Now, if you wanted to keep a looser stop, well, I’ll give it a 5 percent stop or whatever. You could do that, you wouldn’t have been shaken out. But my stated thesis for getting into the stock here is, that this is a rebound that’s likely to hold the 50 and it didn’t. So okay, I’m out. But then back here we’re looking at this, we’ve still got a little bit below average volume.
And so a better time to be buying, frankly, would have been yesterday but guess what? I was on a plane coming back from Dallas, so I couldn’t make this trade if I had seen it. This would have been a better time, right? However, this is only up 1.4 percent today, so we could frame this trade a little bit differently than this because we’re buying the breakout.
What I would look at here is a little bit below-average volume, that doesn’t feel great. But I like the move. What I wanted to see was heavier than average volume on this kind of move. So we’ll look at the weekly chart, a nice uptrend here so this is institutional buying. It’s coming out of a base in multi, multi-quarter base in 2024.
Now I’ve got this pullback, it’s like a touch and go, where the stock is in an uptrend. It pulls back, it gradually comes back to the 50, and then moves higher again. That’s what we’ve got here, it would have been nice to see volatility a little bit lower. So what you’re doing here is, hopefully even the stock will pull back a little bit, but let’s say it doesn’t.
What you’re doing is, you’re buying here, anticipating that the stock is effectively breaking out above this resistance. So you’re buying the stock here, and you can say, “Well, I need to see the stock fall clear down below the 50-day moving average for me to know that I’m wrong.” That’s 4.5 percent, you could do that.

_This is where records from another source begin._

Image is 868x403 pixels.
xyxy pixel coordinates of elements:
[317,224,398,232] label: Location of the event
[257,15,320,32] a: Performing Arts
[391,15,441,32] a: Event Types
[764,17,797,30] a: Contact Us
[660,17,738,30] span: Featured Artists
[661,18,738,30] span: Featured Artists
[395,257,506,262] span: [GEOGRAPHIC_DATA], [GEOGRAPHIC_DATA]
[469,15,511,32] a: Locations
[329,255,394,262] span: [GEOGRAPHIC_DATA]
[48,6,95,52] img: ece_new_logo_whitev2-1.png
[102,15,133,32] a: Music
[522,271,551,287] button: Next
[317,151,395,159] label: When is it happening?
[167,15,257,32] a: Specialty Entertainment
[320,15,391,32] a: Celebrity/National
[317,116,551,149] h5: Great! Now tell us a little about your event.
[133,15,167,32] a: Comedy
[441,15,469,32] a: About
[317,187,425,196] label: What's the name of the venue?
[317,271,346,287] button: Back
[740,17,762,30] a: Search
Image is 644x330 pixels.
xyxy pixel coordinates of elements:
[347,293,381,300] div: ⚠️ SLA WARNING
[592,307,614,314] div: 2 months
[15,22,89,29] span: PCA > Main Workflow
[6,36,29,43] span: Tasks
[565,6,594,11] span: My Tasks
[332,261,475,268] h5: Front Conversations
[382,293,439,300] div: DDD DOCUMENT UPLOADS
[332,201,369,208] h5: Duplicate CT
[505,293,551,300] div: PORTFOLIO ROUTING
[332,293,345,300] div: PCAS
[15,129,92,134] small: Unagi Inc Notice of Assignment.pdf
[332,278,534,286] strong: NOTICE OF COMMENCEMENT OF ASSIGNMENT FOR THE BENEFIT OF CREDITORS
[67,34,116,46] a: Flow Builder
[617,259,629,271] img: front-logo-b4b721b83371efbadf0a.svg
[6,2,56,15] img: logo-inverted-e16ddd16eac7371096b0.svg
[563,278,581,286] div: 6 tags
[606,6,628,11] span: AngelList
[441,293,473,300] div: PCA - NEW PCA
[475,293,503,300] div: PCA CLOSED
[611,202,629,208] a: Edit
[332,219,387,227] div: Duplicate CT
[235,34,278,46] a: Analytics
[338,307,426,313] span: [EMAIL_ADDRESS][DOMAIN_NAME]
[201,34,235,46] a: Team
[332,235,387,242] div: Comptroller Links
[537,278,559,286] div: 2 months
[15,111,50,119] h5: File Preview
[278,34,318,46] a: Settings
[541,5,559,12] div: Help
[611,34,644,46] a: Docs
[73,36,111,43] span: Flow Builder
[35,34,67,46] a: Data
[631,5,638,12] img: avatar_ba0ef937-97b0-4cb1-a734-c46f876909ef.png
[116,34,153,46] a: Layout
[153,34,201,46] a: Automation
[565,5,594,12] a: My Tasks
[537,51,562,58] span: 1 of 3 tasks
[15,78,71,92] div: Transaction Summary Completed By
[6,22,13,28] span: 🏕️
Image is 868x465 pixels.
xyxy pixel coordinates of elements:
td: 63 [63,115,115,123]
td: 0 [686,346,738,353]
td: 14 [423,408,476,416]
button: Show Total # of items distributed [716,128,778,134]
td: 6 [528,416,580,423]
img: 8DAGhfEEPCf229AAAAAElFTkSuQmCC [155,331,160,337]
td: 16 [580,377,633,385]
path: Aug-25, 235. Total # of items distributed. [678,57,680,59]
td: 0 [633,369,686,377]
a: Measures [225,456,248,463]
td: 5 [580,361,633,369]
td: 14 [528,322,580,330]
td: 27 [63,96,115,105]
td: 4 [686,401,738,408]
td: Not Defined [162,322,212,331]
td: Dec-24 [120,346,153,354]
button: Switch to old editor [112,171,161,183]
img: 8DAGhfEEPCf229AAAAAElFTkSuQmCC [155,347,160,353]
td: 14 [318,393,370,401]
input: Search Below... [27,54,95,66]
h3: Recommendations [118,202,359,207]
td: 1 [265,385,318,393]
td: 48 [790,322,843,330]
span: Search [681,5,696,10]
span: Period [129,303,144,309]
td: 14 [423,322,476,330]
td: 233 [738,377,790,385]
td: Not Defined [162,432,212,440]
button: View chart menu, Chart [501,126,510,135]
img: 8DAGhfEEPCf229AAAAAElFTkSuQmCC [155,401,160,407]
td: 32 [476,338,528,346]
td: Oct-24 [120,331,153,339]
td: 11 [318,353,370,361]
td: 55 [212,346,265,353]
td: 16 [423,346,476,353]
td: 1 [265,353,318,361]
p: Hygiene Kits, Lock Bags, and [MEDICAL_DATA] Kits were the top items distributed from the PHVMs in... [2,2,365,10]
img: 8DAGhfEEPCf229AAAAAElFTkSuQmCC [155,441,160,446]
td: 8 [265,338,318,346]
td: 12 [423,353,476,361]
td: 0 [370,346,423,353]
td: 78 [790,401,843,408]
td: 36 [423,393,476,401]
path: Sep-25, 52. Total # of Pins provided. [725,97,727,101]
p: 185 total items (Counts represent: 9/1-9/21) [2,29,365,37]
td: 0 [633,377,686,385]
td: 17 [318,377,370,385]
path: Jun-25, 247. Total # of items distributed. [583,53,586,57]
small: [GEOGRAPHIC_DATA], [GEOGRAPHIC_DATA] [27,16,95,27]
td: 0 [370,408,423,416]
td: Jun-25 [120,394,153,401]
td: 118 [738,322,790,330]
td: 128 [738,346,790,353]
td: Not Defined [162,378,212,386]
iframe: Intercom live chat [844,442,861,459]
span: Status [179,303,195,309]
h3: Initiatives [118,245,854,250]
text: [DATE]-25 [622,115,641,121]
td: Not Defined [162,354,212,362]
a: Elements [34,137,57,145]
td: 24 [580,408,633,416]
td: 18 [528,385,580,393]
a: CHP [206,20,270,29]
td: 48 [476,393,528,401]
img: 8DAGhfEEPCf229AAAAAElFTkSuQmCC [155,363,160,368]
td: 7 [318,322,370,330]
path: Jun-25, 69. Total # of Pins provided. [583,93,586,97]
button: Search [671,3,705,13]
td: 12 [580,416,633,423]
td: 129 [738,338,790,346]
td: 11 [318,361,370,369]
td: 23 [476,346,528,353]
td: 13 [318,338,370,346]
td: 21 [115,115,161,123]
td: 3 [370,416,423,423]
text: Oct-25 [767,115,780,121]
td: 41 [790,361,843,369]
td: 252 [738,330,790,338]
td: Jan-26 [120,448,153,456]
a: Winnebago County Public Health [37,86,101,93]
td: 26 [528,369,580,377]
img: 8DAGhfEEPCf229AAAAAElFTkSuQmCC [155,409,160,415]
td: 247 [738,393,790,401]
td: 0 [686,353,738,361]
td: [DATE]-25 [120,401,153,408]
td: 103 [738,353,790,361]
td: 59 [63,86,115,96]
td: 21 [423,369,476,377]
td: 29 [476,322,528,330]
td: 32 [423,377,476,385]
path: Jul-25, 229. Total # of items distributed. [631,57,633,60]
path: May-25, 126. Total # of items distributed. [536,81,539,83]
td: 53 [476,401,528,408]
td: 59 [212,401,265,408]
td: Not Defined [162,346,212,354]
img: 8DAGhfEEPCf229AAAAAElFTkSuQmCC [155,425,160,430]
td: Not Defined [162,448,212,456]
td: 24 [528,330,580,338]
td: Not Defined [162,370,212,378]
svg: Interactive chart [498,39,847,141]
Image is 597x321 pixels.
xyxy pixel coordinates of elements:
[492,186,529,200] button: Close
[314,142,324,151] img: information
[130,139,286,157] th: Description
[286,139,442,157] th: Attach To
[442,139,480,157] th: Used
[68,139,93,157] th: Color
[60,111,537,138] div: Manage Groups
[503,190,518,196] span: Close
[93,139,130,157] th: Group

My preference would be not to do that because I will know, based on the way this thing’s trading and it is away from the 50-day moving average, I’ll know whether I’m wrong to make the trade. Frankly, if the stock falls back below today’s intraday low of 129.50 or 129.49. I could be buying this stock tomorrow and looking at 130.00 as a logical support level after this broke out.
I could keep a stop, maybe at literally 2 percent, another small position to open up the trade. Two percent to the downside, which would really mean that I need to be getting 4 percent to the upside, which would take us to about 137.00, I can make that trade. Give this a shot tomorrow and see what happens.
As I said, hopefully, if the stock just stays here and does nothing, then you do nothing either. Because that tells you that this breakout has run its course. Then you want to be waiting patiently for the next move down closer to the 50, where you can be buying on pullbacks and start to build a position.
The bottom line is this, in this kind of market you really need to be trading small. Because it definitely penalizes aggressiveness, and the rewards that you’re getting are not as great as they used to be 6 months ago. So always respect your risk. Know why you’re buying this stock, where your stop is, where your, oh crap I’m wrong level is, and then keep a stop there. A fractional position to start with.